John Steinbeck – The Grapes of Wrath
The story of the Joad family’s heartbreaking journey from Dust Bowl Oklahoma to Depression-wracked California. It can be a hard read, not just because of the characters’ exaggerated Okie dialect, but because the characters endure so much hardship through no fault of their own. For all his literary merits, Steinbeck was unfortunately not much of an economic analyst. Since much of his work was intended to make economic arguments, this causes some problems.
For starters, any first-year economics student can spot the common economic error in the following exchange on p. 241 of the Penguin edition (here’s a hint):
“Well, we all go to make a livin’.”
“Yeah,” Tom said. “On’y I wisht they was some way to make her ‘thout takin’ her away from somebody else.”
In a market economy, people make money by creating value for other people—this is a positive-sum game, not a zero-sum game. For one person to have more, does not mean that another person must have less. The zero-sum model is often accurate for cronyism and for government, but not for voluntary activity. Deals don’t happen unless all parties expect to benefit. Steinbeck seems unable to tell the difference between cronyism and capitalism. His attacks on cronyism ring true, but he keeps calling them capitalism, inaccurately. Many of the injustices in the book, whether perpetrated by banks, farm owners, company store clerks, or others, persist only because they have backing from politicians or police.
The scene in which the above conversation takes place involves just such a confusion of markets and cronyism. Most of the California-bound Joad family is staying at a campground somewhere in New Mexico where the owner charges 50 cents per night. Tom Joad arrives to meet his family there hours later, after fixing up a car. The owner wants to charge Tom as well, since he wasn’t with his family when they first arrived.
Tom says if that’s how it is, then fine. He won’t put up a fight. He’ll camp down the road instead, where he can avoid being charged. The owner says there is vagrancy law on the books, and he’ll call the police if Tom does that. Paying up is his only option. Tom, who is a bit smarter than most of the other characters, asks if the local sheriff is his brother-in-law, since that is a pretty sweet arrangement for the campground owner.
Steinbeck portrays this as capitalism, unmoored by greed. He’s right that the campground owner is a greedy man of low character. But there is nothing capitalist or free-market about him. Tom has an available alternative he prefers to paying money—sleeping a little farther down the road. Instead, the campground owner is using a government law, backed by government police, to force Tom to pay money for a service he doesn’t want. What is free-market about that?
This was not the only economic confusion surrounding the Joads’ story. The movie version of The Grapes of Wrath was one of the few American films allowed to be shown in the Soviet Union under Stalin. Its depiction of American hardship and poverty at the hands of capitalist oppressors sent a message he wanted the Soviet people to hear.
It backfired. Most Soviet people who saw the movie instead came away in awe that in America, even the poorest of the poor could afford their own car. In the USSR, only the elites had access to cars. Moreover, the Joads could travel across the country without a work permit or an internal passport.
Steinbeck brilliantly shows how physically draining and spiritually crushing poverty is. He shows how important it is to make life more secure and dignified for people at the economic bottom. In my own work as a policy analyst, poverty eradication is one of the top criteria by which I judge public policies, from tariffs to occupational licensing to minimum wage laws. In that sense, Steinbeck offers a vivid reminder of why I do what I do. What policies can make life better for people like the Joads? While Steinbeck had his eye on the right prize, he also had a poor grasp of what keeps it out of peoples’ reach.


» **Task requirements**: Could you copy every line of the data that contains "color"?

» **Stored items from a collection**:
┄┄┄┄┄┄┄┄┄┄

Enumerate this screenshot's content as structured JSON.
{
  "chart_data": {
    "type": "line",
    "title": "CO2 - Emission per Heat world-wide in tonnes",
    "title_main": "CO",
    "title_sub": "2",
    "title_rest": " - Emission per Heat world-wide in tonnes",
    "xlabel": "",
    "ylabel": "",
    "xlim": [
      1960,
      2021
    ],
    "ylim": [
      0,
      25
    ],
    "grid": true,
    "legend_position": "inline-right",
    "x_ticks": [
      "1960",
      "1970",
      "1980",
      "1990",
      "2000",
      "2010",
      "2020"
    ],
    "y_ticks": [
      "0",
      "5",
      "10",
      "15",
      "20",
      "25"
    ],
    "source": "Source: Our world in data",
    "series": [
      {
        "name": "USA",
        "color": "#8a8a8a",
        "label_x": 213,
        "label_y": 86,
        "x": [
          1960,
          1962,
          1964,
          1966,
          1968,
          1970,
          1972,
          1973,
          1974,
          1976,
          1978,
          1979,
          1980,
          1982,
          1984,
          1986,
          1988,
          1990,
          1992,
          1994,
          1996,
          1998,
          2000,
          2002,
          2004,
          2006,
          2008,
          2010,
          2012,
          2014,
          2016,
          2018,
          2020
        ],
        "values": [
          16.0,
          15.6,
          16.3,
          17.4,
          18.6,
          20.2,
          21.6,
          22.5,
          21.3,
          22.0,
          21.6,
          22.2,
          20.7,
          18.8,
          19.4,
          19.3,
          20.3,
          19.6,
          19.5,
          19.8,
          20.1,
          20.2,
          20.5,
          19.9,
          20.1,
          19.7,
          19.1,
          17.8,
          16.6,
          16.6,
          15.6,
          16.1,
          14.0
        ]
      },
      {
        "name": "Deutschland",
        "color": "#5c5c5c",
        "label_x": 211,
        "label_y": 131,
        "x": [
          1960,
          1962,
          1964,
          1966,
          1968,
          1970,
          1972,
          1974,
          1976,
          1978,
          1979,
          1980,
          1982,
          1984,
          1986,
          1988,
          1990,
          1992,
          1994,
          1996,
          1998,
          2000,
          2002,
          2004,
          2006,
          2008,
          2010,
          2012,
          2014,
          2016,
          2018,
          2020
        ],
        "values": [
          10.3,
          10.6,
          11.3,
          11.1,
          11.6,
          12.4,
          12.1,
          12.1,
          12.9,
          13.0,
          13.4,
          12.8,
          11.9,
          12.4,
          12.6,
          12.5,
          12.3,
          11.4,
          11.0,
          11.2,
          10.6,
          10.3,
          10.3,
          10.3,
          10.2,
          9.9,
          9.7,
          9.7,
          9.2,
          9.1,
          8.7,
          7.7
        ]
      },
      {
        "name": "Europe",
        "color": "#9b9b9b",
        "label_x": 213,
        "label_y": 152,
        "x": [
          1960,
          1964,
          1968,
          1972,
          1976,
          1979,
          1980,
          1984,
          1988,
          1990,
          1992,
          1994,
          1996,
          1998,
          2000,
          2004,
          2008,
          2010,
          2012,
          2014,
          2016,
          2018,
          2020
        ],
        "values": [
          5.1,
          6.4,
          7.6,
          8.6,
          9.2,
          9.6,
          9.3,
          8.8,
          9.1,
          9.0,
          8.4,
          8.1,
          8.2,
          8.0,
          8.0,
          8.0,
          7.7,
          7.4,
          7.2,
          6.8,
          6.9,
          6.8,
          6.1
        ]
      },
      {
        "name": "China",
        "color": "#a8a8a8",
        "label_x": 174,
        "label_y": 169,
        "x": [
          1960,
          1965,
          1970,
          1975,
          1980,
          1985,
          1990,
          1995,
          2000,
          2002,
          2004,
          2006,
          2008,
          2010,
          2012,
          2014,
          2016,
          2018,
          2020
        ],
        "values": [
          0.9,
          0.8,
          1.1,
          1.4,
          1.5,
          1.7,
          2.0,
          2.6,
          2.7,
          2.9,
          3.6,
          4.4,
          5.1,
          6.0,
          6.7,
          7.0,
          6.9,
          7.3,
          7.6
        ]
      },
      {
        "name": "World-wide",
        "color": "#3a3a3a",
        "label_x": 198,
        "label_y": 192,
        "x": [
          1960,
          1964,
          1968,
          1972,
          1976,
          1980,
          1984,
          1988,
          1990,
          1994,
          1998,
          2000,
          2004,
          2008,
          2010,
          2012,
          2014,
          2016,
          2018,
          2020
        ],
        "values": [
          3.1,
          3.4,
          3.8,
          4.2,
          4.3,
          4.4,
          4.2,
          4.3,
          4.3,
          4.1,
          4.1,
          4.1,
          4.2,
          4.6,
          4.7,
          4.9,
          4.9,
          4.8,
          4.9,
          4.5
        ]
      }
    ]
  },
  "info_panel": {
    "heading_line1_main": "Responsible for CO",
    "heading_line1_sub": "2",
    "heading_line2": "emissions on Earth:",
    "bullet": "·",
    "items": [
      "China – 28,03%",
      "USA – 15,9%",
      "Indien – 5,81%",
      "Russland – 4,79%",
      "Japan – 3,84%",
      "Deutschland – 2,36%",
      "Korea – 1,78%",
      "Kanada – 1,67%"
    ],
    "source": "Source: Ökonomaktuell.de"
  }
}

┄┄┄┄┄┄┄┄┄┄

» **Response to the task**:
        "color": "#8a8a8a",
        "color": "#5c5c5c",
        "color": "#9b9b9b",
        "color": "#a8a8a8",
        "color": "#3a3a3a",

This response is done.